Pointer was off again, continuing his search of the room. He stopped before one of the windows by the side door. The pulley arrangement was out of order. Some one had not waited to find out which acorn, the black or the gold, would open the heavy velvet curtains, but had jerked them apart, and the cords almost off the eyelets. He looked at the sill and then at the other window-sills. Only one showed those newly-made scratchings.

Stooping, he picked up an amethyst bead, and an opened link of silver chain. He examined the catch of the casement window.

"Looks as if she caught her chain of beads on that as she jumped out of the window—probably at the time that the Count was performing his fantasia on the front door. I wonder how she made her way home?" Pointer mused.

"I particularly questioned Maud about Miss Rose's shoes when she saw her at ten, as you told me," Harris put in. "She says they were quite clean."

"That means some one must have taken her home in a car. There were no taxis going begging Thursday night in Medchester, because of the concert. And, by the way, Harris, I wish you'd ask about, and find out, who really saw Miss Scarlett or Mrs. Lane there, and whether at the beginning, middle, or end of the entertainment. Try Doctor Metcalfe."

Harris's eyes bulged his question.

"Oh, just as a matter of routine. Just to check off all statements."

Harris made a note of it.

"It wouldn't be Miss Scarlett, in any case, who drove her cousin home," he assured the other. "She never drives at night. Too timid. Mrs. Lane now, she likes a bit of a risk all right."

Pointer thought of the garden mould on Sibella's shoe-buckles. But he went on with his work, testing each piece of furniture by laying hold of the back, and shaking it vigorously.
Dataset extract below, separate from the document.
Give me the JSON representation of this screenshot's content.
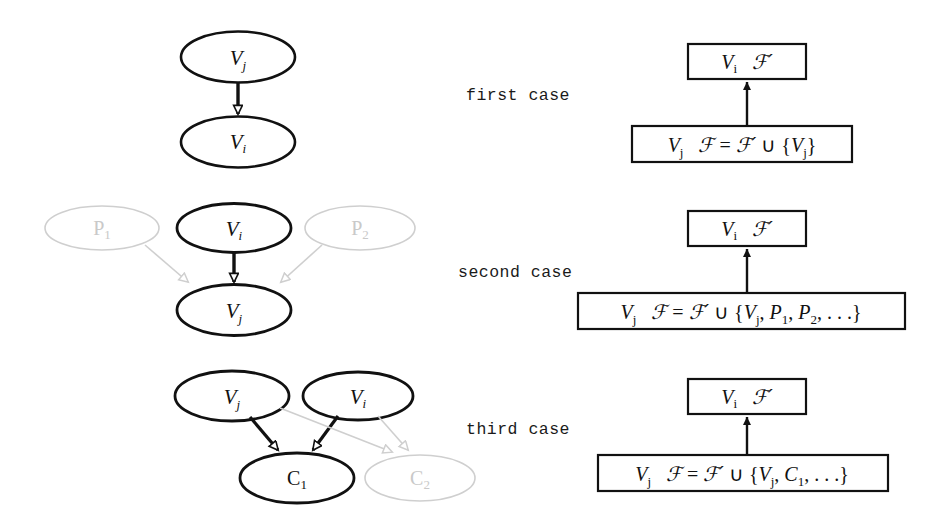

When he did this to the table, a leg promptly parted company.

Harris, with a householder's feeling for another's property, would have stooped with an exclamation, but Pointer grasped his arm.

"Hold hard a minute. Your finger-prints aren't wanted, old chap!" Pointer lifted the leg as though it were a blazing faggot, and looked carefully at the break. It had been wrenched off the table, and very recently. He tested it for finger-prints and smiled a little as he looked at them.